As after other disasters, there is, and will continue to be, a theological
reaction. We stand too near in time to perceive the general trends of a new
response, but it is likely that we will find fresh ways of reaffirming our
faith, according to our own experience and in our own idiom. This is surely
part of our national recovery, of our reaffirmation of spiritual creativity, in
spite of everything. Why should our enemies take this from us? After all, we
never allowed them to do so in the past.
One of the ways in which we will reaffirm our faith may be through valuing the
stirring literature of personal testament that has come into our hands and
which is still in the process of being recorded. Perhaps we can find God in a
new way through the experiences of each “ordinary” individual — as “ordinary,”

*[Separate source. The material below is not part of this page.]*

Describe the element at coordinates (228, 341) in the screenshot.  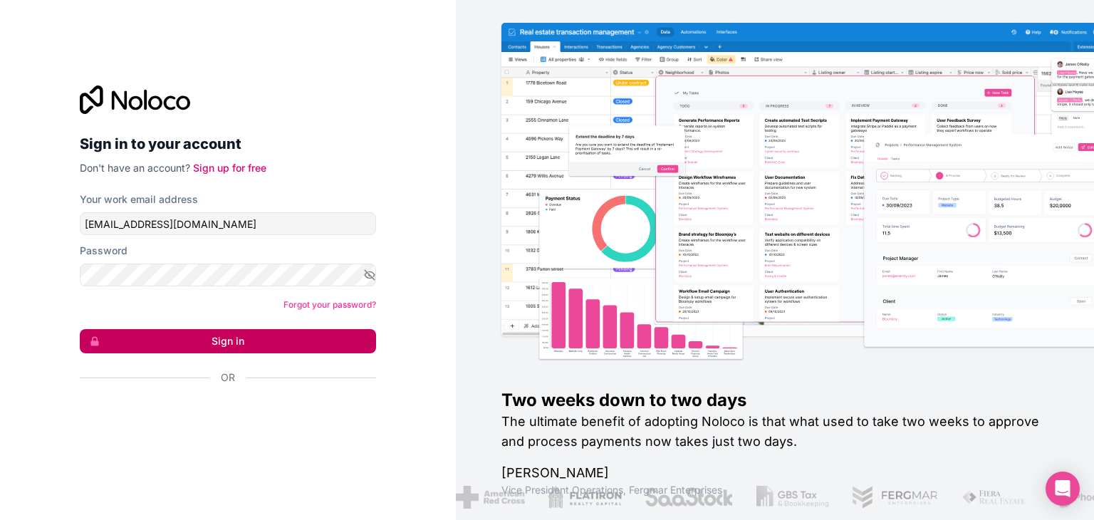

that is, as each and every unique human being. Consider, for example, this
extract for July 1942 from the diary of Etty Hillesum as she faced the prospect
of deportation from her beloved Amsterdam:
I shall try to help You, God, to stop my strength ebbing away, though I cannot
vouch for it in advance. But one thing is becoming increasingly clear to me:
that You cannot help us, that we must help You to help ourselves. And that is
all we can manage these days and also all that really matters: that we
safeguard that little piece of You, God, in ourselves. And perhaps in others as
well. Alas, there doesn’t seem to be much You Yourself can do about our
circumstances, about our lives. Neither do I hold You responsible. You cannot
help us but we must help You and defend Your dwelling place inside us to the
last.8
On the day we mourn the destruction of the Temple, we should
consider that every single life is God’s sacred Temple and that God’s power in
this world lies substantially in what each of us chooses to do with that part
of the spirit which is delegated to us.
Footnotes
3 Liturgy, Musaf for
h.agim.
4 B. Gittin 56b.
5 B. Yoma 69b.
6 Berakhot 3a.
7 Yehudah Halevi, The Jewish Poets of Spain, 900–1250, trans. David
Goldstein (Harmondsworth: Penguin, 1971), p. 136.
8 Etty Hillesum, Etty, A Diary, 1941–1943, trans. A.J. Pomerans (London: Cape,
1983), p. 197.
Excerpted from THE ETERNAL
JOURNEY by Jonathan Wittenberg. Copyright 2004. Published by Aviv Press.
Excerpted by permission. All rights reserved. No part of this excerpt may be
reproduced or reprinted without permission in writing from the publisher.